"But I prefer Hajune. It means 'the Other Man.' Forest man, not city man."
I felt his love for the forest. And he enjoyed his profession. If the clothes he wore were any indication, he undervalued his abilities a great deal. Few people even knew how to tailor any more, let alone with such finesse. Rich offworlders would pay a fortune for his work. He needed an agent. He could get a lot more for those clothes than a knife, even one as expensive as his diamond-steel blade.
"Impressive they are, your tailor-things," I said.
"I use only dead plants. Never living." He swept out his arm. "This forest is home. Here we loved—" He stopped, his animation vanishing like a doused light. He lowered his arm. "Here I prefer to live."
His loneliness filled the cavity. Tears gathered in my eyes, from both his grief and my response to his pain. His anguish didn't show on his face, but I absorbed it from his mind. He had cherished his wife, wanting nothing more than to live with her among the trees and lakes.
This time when his memory came, I saw the assault in gruesome detail. The images shattered. His wife's copper-eyed attackers weren't Aristos. These were Razers, the secret police created by the Aristos. Half Aristo and half slave, Razers occupied the top level of the Trader slave hierarchies, which meant they had considerable wealth and authority themselves.
Aristo genes dominated their makeup.
Two of them held a woman on the ground, a female version of Hajune, tall and lovely. Hajune's memory didn't include a full image of himself, only as much as he could see with his own vision. He fought like a madman, crazed with desperation, while two other Razers bound him to the leg of a giant tripod. His wife's screams filled the universe. Her terror infused my mind, as it had filled Hajune's; I experienced it as he had felt it, through her mind.
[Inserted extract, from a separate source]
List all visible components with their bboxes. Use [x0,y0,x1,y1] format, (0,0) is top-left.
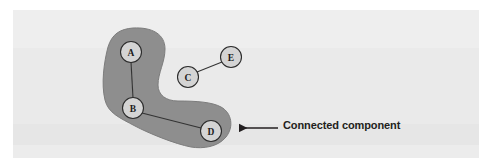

Here in the cavity, Hajune gave a strangled cry. Leaning over, he wrapped his arms around his body. Then he lurched to his feet and left the cavity. He strode off into the forest.
Gods. How did he live with that emotional earthquake of a memory? Nor could I understand how such an atrocity could have happened here. This was a Skolian world. Razers couldn't brutalize our citizens. Trader secret police became war criminals the moment they entered Skolian space.
I had to do something. For Hajune. For Eldrin. I couldn't stay on this far-placed moon while Aristos imprisoned my husband, who had given up his freedom, possibly his life, to prevent my suffering a fate similar to Hajune's wife's. This much I knew, at an instinctual level: if the Traders caught Eldrin, Taquinil, or me, they would never let us escape, not even through death.
Outside the shadows had switched direction and evening was falling. The fire continued to smolder. It made me uneasy. A forest fire was unlikely in this wet, low-oxygen climate, but not impossible. Bound as I was, I could do nothing if a spark ignited the moss that carpeted this cavity.
Closing my eyes, I tried to settle my mind. It didn't work. My thoughts contracted into knots and my concentration broke every time a beetle clacked.
It took a long time to reach a meditative state. But finally I spread into a sea of thoughts, calm and serene. Opening my eyes, I saw the cavity ripple like a viscous sea. It wasn't truly bending; it took immense energies to curve spacetime, enough to destroy this moon. I was seeing another reality superimposed on this one, as I transformed…
Gradually I became aware again. A tiny pink flower gleamed in the moss near my eyes, a drop of water on one petal. The aroma of bubbling soup filled the air. Heat from the fire warmed the front of my torso, and my limbs ached with returning circulation. Bizarrely, I had on the blue shift again; I must have gathered more of it in psiberspace. It had a hazy translucence, though. Ghost shift.